SIMPSON PAROLE HEARING | Simpson asks parole board to set him free


LOVELOCK, Nev. (AP) — A gray-haired O.J. Simpson pleaded with a Nevada parole board today to set him free after more than eight years in prison for a Las Vegas hotel room heist, insisting – as he has all along – he was only trying to retrieve mementos stolen from him and never meant to hurt anyone.

The former football star, looking trimmer than he has in recent years, walked briskly into the hearing room dressed in jeans, a light-blue prison-issue shirt and sneakers. He laughed at one point as the parole board chairwoman mistakenly gave his age as 90.
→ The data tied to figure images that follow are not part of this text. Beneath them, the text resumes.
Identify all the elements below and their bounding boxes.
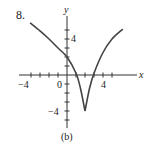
x-axis-label: x (139, 70, 143, 80)
caption: (b) (61, 132, 73, 142)
y-tick-label-4: 4 (71, 34, 76, 44)
y-tick-label-neg4: −4 (48, 107, 59, 117)
y-axis-label: y (64, 5, 68, 15)
problem-number: 8. (16, 9, 25, 21)
x-tick-label-4: 4 (101, 80, 106, 90)
x-tick-label-neg4: −4 (18, 80, 29, 90)
graph (0, 0, 154, 149)
function-curve (30, 23, 123, 111)
x-tick-label-0: 0 (57, 80, 62, 90)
Simpson, 70, said he never pointed a gun at anyone nor made any threats during the crime that put him in prison, and he forcefully insisted that nearly all the memorabilia he saw in two dealers' hotel room belonged to him.
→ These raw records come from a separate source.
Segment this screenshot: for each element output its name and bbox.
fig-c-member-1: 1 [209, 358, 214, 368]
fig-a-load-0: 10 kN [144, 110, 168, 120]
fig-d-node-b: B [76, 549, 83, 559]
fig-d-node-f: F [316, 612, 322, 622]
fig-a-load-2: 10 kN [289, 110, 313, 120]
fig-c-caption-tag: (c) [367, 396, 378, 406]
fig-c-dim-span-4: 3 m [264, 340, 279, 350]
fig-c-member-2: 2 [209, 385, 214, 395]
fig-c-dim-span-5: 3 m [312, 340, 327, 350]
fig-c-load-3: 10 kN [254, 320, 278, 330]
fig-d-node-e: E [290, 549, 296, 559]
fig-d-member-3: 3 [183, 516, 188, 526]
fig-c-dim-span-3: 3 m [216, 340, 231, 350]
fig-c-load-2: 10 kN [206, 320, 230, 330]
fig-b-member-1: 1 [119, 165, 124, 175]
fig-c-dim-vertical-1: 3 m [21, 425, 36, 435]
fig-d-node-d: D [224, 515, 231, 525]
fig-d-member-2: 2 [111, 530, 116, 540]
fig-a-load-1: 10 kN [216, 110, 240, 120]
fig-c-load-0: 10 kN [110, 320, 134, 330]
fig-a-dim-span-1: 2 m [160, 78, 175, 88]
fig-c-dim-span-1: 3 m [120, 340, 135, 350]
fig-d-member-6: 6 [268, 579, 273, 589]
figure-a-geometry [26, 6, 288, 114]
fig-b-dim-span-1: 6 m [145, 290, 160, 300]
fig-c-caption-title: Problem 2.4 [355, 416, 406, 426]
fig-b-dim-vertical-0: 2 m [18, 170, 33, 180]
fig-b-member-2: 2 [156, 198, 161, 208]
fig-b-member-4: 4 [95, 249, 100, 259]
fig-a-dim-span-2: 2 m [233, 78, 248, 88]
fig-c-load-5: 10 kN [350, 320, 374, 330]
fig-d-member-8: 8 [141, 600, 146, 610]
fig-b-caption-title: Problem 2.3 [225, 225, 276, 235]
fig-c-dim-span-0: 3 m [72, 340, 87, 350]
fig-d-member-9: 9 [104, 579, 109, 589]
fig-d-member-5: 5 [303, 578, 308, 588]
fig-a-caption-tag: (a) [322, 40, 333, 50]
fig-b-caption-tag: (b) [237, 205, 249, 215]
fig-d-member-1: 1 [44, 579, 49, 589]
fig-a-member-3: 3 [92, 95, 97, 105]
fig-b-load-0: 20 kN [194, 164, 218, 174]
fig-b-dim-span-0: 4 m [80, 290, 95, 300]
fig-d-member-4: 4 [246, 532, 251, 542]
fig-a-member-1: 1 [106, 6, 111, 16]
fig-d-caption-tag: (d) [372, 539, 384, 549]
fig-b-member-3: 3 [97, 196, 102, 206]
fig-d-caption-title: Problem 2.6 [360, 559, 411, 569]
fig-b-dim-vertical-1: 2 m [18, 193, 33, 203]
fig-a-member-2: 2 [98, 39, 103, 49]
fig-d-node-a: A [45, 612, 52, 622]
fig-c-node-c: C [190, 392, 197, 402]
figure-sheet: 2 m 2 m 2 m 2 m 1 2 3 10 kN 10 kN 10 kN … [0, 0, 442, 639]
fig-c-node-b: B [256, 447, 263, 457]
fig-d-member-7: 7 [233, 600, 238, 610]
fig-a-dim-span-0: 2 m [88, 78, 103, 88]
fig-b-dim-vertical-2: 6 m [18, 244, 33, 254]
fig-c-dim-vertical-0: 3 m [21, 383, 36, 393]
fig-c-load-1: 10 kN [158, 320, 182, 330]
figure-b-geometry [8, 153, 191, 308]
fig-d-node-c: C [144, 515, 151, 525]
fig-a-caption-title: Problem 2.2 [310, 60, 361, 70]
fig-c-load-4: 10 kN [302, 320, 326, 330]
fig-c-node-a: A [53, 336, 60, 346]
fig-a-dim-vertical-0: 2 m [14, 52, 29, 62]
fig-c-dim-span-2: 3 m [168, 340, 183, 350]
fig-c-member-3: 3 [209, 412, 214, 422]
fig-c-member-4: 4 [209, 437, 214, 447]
"In no way, shape or form did I wish them any harm," he added, saying he later made amends with those in the room.

He said he has spent his time in prison mentoring fellow inmates, often keeping others out of trouble, and believes he has become a better person during his time behind bars. He said he took an alternative-to-violence course in prison.

'I've done my time," he said. "I've done it as well and respectfully as I think anybody can."

A vote in his favor would enable Simpson to get out as early as Oct. 1. By then, he will have served the minimum of his nine-to-33-year armed-robbery sentence.